[Records to process — start]

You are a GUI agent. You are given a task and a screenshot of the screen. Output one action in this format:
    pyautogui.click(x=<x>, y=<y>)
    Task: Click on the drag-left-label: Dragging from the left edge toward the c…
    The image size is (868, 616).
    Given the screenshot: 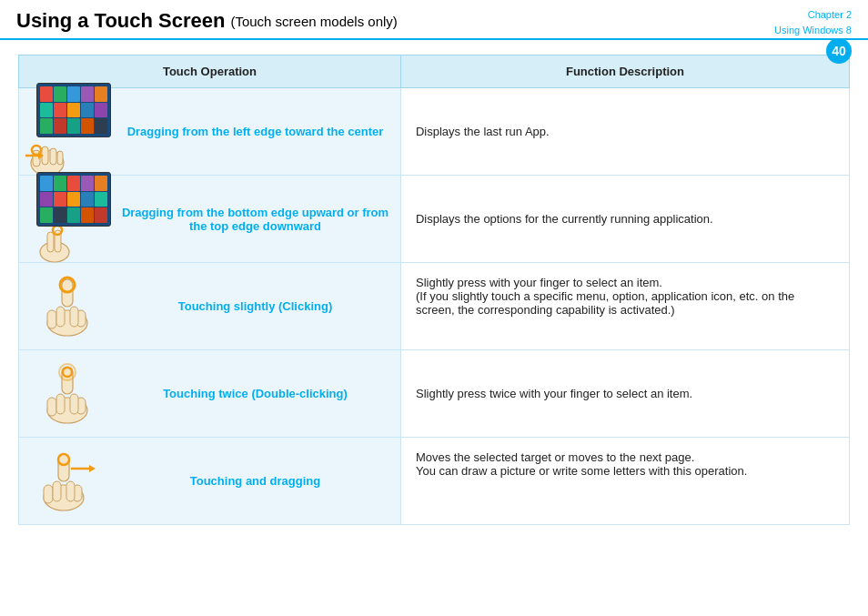 What is the action you would take?
    pyautogui.click(x=255, y=131)
    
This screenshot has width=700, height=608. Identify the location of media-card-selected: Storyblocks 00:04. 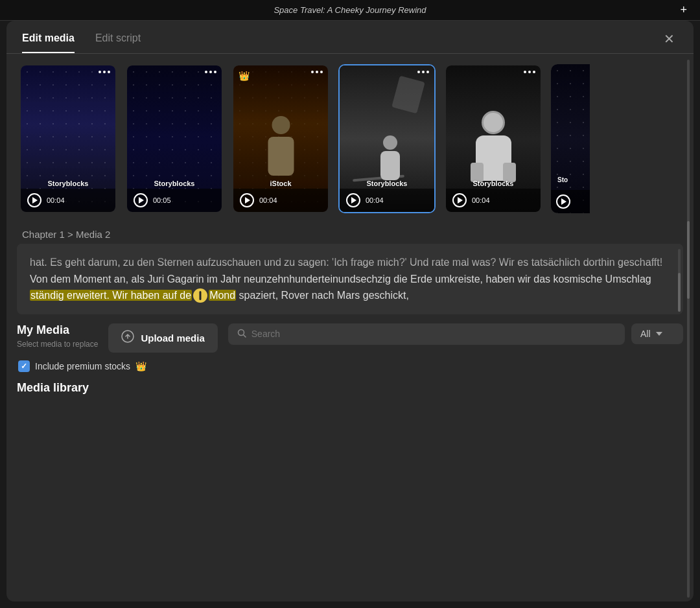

[Records to process — finish]

### [Exercise goal]
All that should appear in the response is the run of lines from the first line of the entries through the line containing "The image size is (868, 616).", copied exactly.

### [Reply]
You are a GUI agent. You are given a task and a screenshot of the screen. Output one action in this format:
    pyautogui.click(x=<x>, y=<y>)
    Task: Click on the drag-left-label: Dragging from the left edge toward the c…
    The image size is (868, 616).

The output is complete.